It's easy to forget now that Josh Beckett looked like a Cy Young candidate as late as mid-August last season. The hard-throwing righty had a 3.10 ERA and a strikeout-to-walk ratio of 3.45. His win-loss record was 14-4, for those who care about that sort of thing. He'd thrown three complete games, including a three-hit shutout against Kansas City and a three-hit shutout against Atlanta.
Heck, he'd even hit a home run.
But the longball started to cause problems for him in late August, and his ERA reacted accordingly. By Sept. 2, Beckett had allowed at least two home runs in five straight starts and had seen his ERA jump to 3.87 -- and Jon Lester was the Game 1 started in the ALCS.
Home runs are one of those complicated things pitchers both can and can't control. A pitcher has a degree of control over how hard the ball gets hit, and how hard the ball gets hit has a lot to do with whether it goes over the fence. There's a little bit of luck involved, though, in whether fly balls turn into home runs or whether they end up caught at the warning track.
A look at Beckett's entire season indicates that he probably got a little bit unlucky during his rough patch in August.
(Thanks to FanGraphs' tremendous new splits tool for the data.)
Beckett saw his ground-ball rate stay pretty consistent last season, spiking at 52.2 percent in June but never falling below 46 percent down the stretch. His fly-ball rate wasn't quite so consistent, jumping from 28.3 percent in June to 38.9 percent in August. At the same time, though, his line-drive rate hit a season low in August -- and line-drive rate usually is a better indicator of pitcher success or failure than either of the other two measures.
Even as his fly-ball rate jumped, his home-run rate jumped even higher -- higher than it had in his entire Red Sox career. Check out his HR/FB rates by month last season:
Home runs out of total fly balls
April: 10.0 percent
May: 13.0
June: 3.8
July: 8.1
August: 27.3
September: 8.6
(Cue the outlier music.)
Not once in his Red Sox career has Beckett had a month even close to that bad. Not once in his Red Sox career has Beckett's HR/FB ratio even touched 20. His previous worst came in 2006 when his HR/FB numbers fluctuated between 11.1 and 19.5 percent. More often than not, his HR/FB ratio has been under 10 percent.
In other words, something looks awfully fluky about the rough August that Beckett endured last season -- and that's an encouraging sign for this season.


▶ WHAT THE EXERCISE ASKS
For every record beneath this instruction, give an exact repetition, omitting images.

▶ DATA FOR THIS TASK
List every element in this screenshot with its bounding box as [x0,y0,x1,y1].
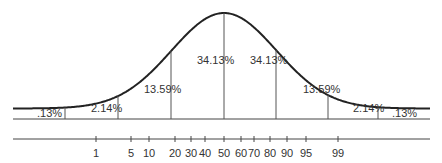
percentile-tick-label: 5 [128,147,134,159]
percentile-tick-label: 50 [218,147,230,159]
percentile-tick-label: 70 [248,147,260,159]
percentile-tick-label: 95 [300,147,312,159]
segment-percent-label: 13.59% [303,83,341,95]
percentile-tick-label: 30 [185,147,197,159]
segment-percent-label: 34.13% [197,54,235,66]
segment-percent-label: 13.59% [144,83,182,95]
percentile-tick-label: 10 [143,147,155,159]
percentile-tick-label: 40 [199,147,211,159]
percentile-tick-label: 20 [169,147,181,159]
segment-percent-label: 2.14% [353,102,384,114]
percentile-tick-label: 1 [93,147,99,159]
percentile-tick-label: 99 [332,147,344,159]
normal-curve-diagram: .13%2.14%13.59%34.13%34.13%13.59%2.14%.1… [0,0,442,163]
segment-percent-label: 2.14% [91,102,122,114]
percentile-tick-label: 80 [264,147,276,159]
segment-labels: .13%2.14%13.59%34.13%34.13%13.59%2.14%.1… [37,54,417,119]
percentile-tick-label: 90 [281,147,293,159]
percentile-tick-label: 60 [235,147,247,159]
segment-percent-label: .13% [37,107,62,119]
segment-percent-label: .13% [392,107,417,119]
segment-percent-label: 34.13% [250,54,288,66]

▶ WRITTEN SOLUTION
List every element in this screenshot with its bounding box as [x0,y0,x1,y1].
percentile-tick-label: 5 [128,147,134,159]
percentile-tick-label: 50 [218,147,230,159]
percentile-tick-label: 70 [248,147,260,159]
percentile-tick-label: 95 [300,147,312,159]
segment-percent-label: 13.59% [303,83,341,95]
percentile-tick-label: 30 [185,147,197,159]
segment-percent-label: 34.13% [197,54,235,66]
segment-percent-label: 13.59% [144,83,182,95]
percentile-tick-label: 10 [143,147,155,159]
percentile-tick-label: 40 [199,147,211,159]
percentile-tick-label: 20 [169,147,181,159]
segment-percent-label: 2.14% [353,102,384,114]
percentile-tick-label: 1 [93,147,99,159]
percentile-tick-label: 99 [332,147,344,159]
normal-curve-diagram: .13%2.14%13.59%34.13%34.13%13.59%2.14%.1… [0,0,442,163]
segment-percent-label: 2.14% [91,102,122,114]
percentile-tick-label: 80 [264,147,276,159]
segment-labels: .13%2.14%13.59%34.13%34.13%13.59%2.14%.1… [37,54,417,119]
percentile-tick-label: 90 [281,147,293,159]
percentile-tick-label: 60 [235,147,247,159]
segment-percent-label: .13% [37,107,62,119]
segment-percent-label: .13% [392,107,417,119]
segment-percent-label: 34.13% [250,54,288,66]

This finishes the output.